William Scott 1913-1989
Black Pan on Grey, 1975
gouache
52.5 x 76.8 cm
20 5/8 x 30 1/4 in
20 5/8 x 30 1/4 in
‘If the guitar was to Braque his Madonna, the frying pan could be my guitar’, Scott said in the late 1940s of his favoured motif. Repeated numerous times, the frying...
‘If the guitar was to Braque his Madonna, the frying pan could be my guitar’, Scott said in the late 1940s of his favoured motif. Repeated numerous times, the frying pan can be seen in his work, transformed and altered according to his personal artistic concerns at the given time. Minimalist forms and radical simplicity characterises his work throughout the 1970s, following a period of greater abstraction in the decade before. Painted in the year that Scott fixated on works on paper, his typical subject matter reduced to its most basic form, using flattened perspective which leads the viewer to question where the pan exists in space. Earlier still lifes had been delineated with the boundary of the table edge offering a clue as to the limits of those domestic spaces. Here we are offered no such hint, with the exception of the blue and white striped area, perhaps a tea towel and an object just out a view. This drastic composition along with Scott’s obvious disregard for the function of the subject matter, makes the work feel like an offer to contemplate the formal qualities of the painting itself.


What is required>
Write the listing out again exactly as it stands, with no images.

Data for the task>
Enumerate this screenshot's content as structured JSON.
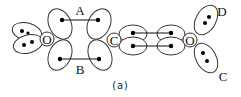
{
  "diagram": {
    "type": "orbital-bonding-diagram",
    "atoms": [
      {
        "id": "O1",
        "symbol": "O"
      },
      {
        "id": "C1",
        "symbol": "C"
      },
      {
        "id": "O2",
        "symbol": "O"
      }
    ],
    "bond_labels": {
      "A": "A",
      "B": "B",
      "C": "C",
      "D": "D"
    },
    "caption": "(a)"
  }
}
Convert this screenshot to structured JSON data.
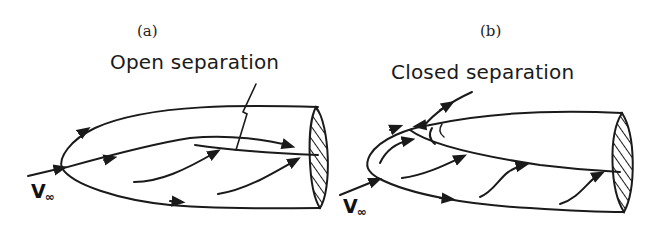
{
  "figure": {
    "panels": [
      {
        "id": "a",
        "label": "(a)",
        "caption": "Open separation",
        "freestream_label": "V",
        "freestream_subscript": "∞"
      },
      {
        "id": "b",
        "label": "(b)",
        "caption": "Closed separation",
        "freestream_label": "V",
        "freestream_subscript": "∞"
      }
    ],
    "colors": {
      "ink": "#1a1a1a",
      "background": "#ffffff"
    }
  }
}
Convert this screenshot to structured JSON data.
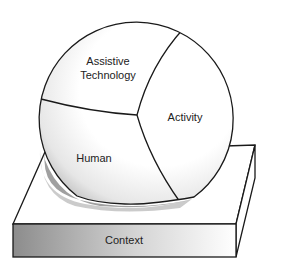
{
  "diagram": {
    "type": "sphere-on-platform",
    "sphere": {
      "segments": [
        {
          "id": "assistive-technology",
          "label_lines": [
            "Assistive",
            "Technology"
          ]
        },
        {
          "id": "activity",
          "label_lines": [
            "Activity"
          ]
        },
        {
          "id": "human",
          "label_lines": [
            "Human"
          ]
        }
      ]
    },
    "platform": {
      "label": "Context"
    },
    "colors": {
      "line": "#1a1a1a",
      "text": "#222222",
      "shadow": "#8a8a8a",
      "platform_front_dark": "#8c8c8c",
      "platform_front_light": "#ffffff"
    }
  }
}
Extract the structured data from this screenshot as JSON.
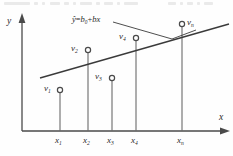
{
  "figure": {
    "caption_fragment_top": "",
    "axes": {
      "y_label": "y",
      "x_label": "x"
    },
    "equation": {
      "text": "ŷ=b0+bx",
      "y_hat": "ŷ",
      "equals": "=",
      "intercept": "b",
      "intercept_sub": "0",
      "plus": "+",
      "slope": "b",
      "variable": "x"
    },
    "line_color": "#3a3a3a",
    "axis_color": "#4a4a4a",
    "marker_color": "#4a4a4a",
    "text_color": "#2b2b2b",
    "points": [
      {
        "name": "v",
        "sub": "1",
        "x_tick": "x1",
        "cx": 60,
        "cy": 90,
        "label_x": 44,
        "label_y": 85,
        "stem_top": 90
      },
      {
        "name": "v",
        "sub": "2",
        "x_tick": "x2",
        "cx": 88,
        "cy": 50,
        "label_x": 70,
        "label_y": 45,
        "stem_top": 50
      },
      {
        "name": "v",
        "sub": "3",
        "x_tick": "x3",
        "cx": 112,
        "cy": 78,
        "label_x": 95,
        "label_y": 73,
        "stem_top": 78
      },
      {
        "name": "v",
        "sub": "4",
        "x_tick": "x4",
        "cx": 136,
        "cy": 38,
        "label_x": 119,
        "label_y": 33,
        "stem_top": 38
      },
      {
        "name": "v",
        "sub": "n",
        "x_tick": "xn",
        "cx": 182,
        "cy": 24,
        "label_x": 188,
        "label_y": 19,
        "stem_top": 24
      }
    ],
    "x_ticks": [
      {
        "label": "x",
        "sub": "1",
        "x": 60
      },
      {
        "label": "x",
        "sub": "2",
        "x": 88
      },
      {
        "label": "x",
        "sub": "3",
        "x": 112
      },
      {
        "label": "x",
        "sub": "4",
        "x": 136
      },
      {
        "label": "x",
        "sub": "n",
        "x": 182
      }
    ],
    "regression_line": {
      "x1": 40,
      "y1": 78,
      "x2": 229,
      "y2": 24
    },
    "leader": {
      "from_x": 113,
      "from_y": 22,
      "vertex_x": 172,
      "vertex_y": 39,
      "to_x": 196,
      "to_y": 30
    }
  }
}
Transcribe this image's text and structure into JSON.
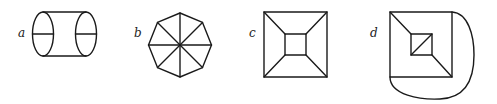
{
  "figures": [
    {
      "label": "a",
      "description": "cylinder with two elliptical ends, each bisected by a horizontal line"
    },
    {
      "label": "b",
      "description": "regular octagon divided into eight triangles by four diameters"
    },
    {
      "label": "c",
      "description": "square with inner square, corners connected by four diagonal segments"
    },
    {
      "label": "d",
      "description": "square with inner square, two corner connectors, inner diagonal and an outer curved edge"
    }
  ],
  "colors": {
    "stroke": "#1a1a1a",
    "background": "#ffffff"
  }
}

Your response>
Enumerate this screenshot's content as structured JSON.
{
  "diagram": {
    "type": "orbital-bonding-diagram",
    "atoms": [
      {
        "id": "O1",
        "symbol": "O"
      },
      {
        "id": "C1",
        "symbol": "C"
      },
      {
        "id": "O2",
        "symbol": "O"
      }
    ],
    "bond_labels": {
      "A": "A",
      "B": "B",
      "C": "C",
      "D": "D"
    },
    "caption": "(a)"
  }
}
Convert this screenshot to structured JSON data.
{
  "figure": {
    "panels": [
      {
        "id": "a",
        "label": "(a)",
        "caption": "Open separation",
        "freestream_label": "V",
        "freestream_subscript": "∞"
      },
      {
        "id": "b",
        "label": "(b)",
        "caption": "Closed separation",
        "freestream_label": "V",
        "freestream_subscript": "∞"
      }
    ],
    "colors": {
      "ink": "#1a1a1a",
      "background": "#ffffff"
    }
  }
}
Convert this screenshot to structured JSON data.
{
  "diagram": {
    "type": "sphere-on-platform",
    "sphere": {
      "segments": [
        {
          "id": "assistive-technology",
          "label_lines": [
            "Assistive",
            "Technology"
          ]
        },
        {
          "id": "activity",
          "label_lines": [
            "Activity"
          ]
        },
        {
          "id": "human",
          "label_lines": [
            "Human"
          ]
        }
      ]
    },
    "platform": {
      "label": "Context"
    },
    "colors": {
      "line": "#1a1a1a",
      "text": "#222222",
      "shadow": "#8a8a8a",
      "platform_front_dark": "#8c8c8c",
      "platform_front_light": "#ffffff"
    }
  }
}
Extract the structured data from this screenshot as JSON.
{
  "figure": {
    "caption_fragment_top": "",
    "axes": {
      "y_label": "y",
      "x_label": "x"
    },
    "equation": {
      "text": "ŷ=b0+bx",
      "y_hat": "ŷ",
      "equals": "=",
      "intercept": "b",
      "intercept_sub": "0",
      "plus": "+",
      "slope": "b",
      "variable": "x"
    },
    "line_color": "#3a3a3a",
    "axis_color": "#4a4a4a",
    "marker_color": "#4a4a4a",
    "text_color": "#2b2b2b",
    "points": [
      {
        "name": "v",
        "sub": "1",
        "x_tick": "x1",
        "cx": 60,
        "cy": 90,
        "label_x": 44,
        "label_y": 85,
        "stem_top": 90
      },
      {
        "name": "v",
        "sub": "2",
        "x_tick": "x2",
        "cx": 88,
        "cy": 50,
        "label_x": 70,
        "label_y": 45,
        "stem_top": 50
      },
      {
        "name": "v",
        "sub": "3",
        "x_tick": "x3",
        "cx": 112,
        "cy": 78,
        "label_x": 95,
        "label_y": 73,
        "stem_top": 78
      },
      {
        "name": "v",
        "sub": "4",
        "x_tick": "x4",
        "cx": 136,
        "cy": 38,
        "label_x": 119,
        "label_y": 33,
        "stem_top": 38
      },
      {
        "name": "v",
        "sub": "n",
        "x_tick": "xn",
        "cx": 182,
        "cy": 24,
        "label_x": 188,
        "label_y": 19,
        "stem_top": 24
      }
    ],
    "x_ticks": [
      {
        "label": "x",
        "sub": "1",
        "x": 60
      },
      {
        "label": "x",
        "sub": "2",
        "x": 88
      },
      {
        "label": "x",
        "sub": "3",
        "x": 112
      },
      {
        "label": "x",
        "sub": "4",
        "x": 136
      },
      {
        "label": "x",
        "sub": "n",
        "x": 182
      }
    ],
    "regression_line": {
      "x1": 40,
      "y1": 78,
      "x2": 229,
      "y2": 24
    },
    "leader": {
      "from_x": 113,
      "from_y": 22,
      "vertex_x": 172,
      "vertex_y": 39,
      "to_x": 196,
      "to_y": 30
    }
  }
}
Transcribe this image's text and structure into JSON.
{
  "figures": [
    {
      "label": "a",
      "description": "cylinder with two elliptical ends, each bisected by a horizontal line"
    },
    {
      "label": "b",
      "description": "regular octagon divided into eight triangles by four diameters"
    },
    {
      "label": "c",
      "description": "square with inner square, corners connected by four diagonal segments"
    },
    {
      "label": "d",
      "description": "square with inner square, two corner connectors, inner diagonal and an outer curved edge"
    }
  ],
  "colors": {
    "stroke": "#1a1a1a",
    "background": "#ffffff"
  }
}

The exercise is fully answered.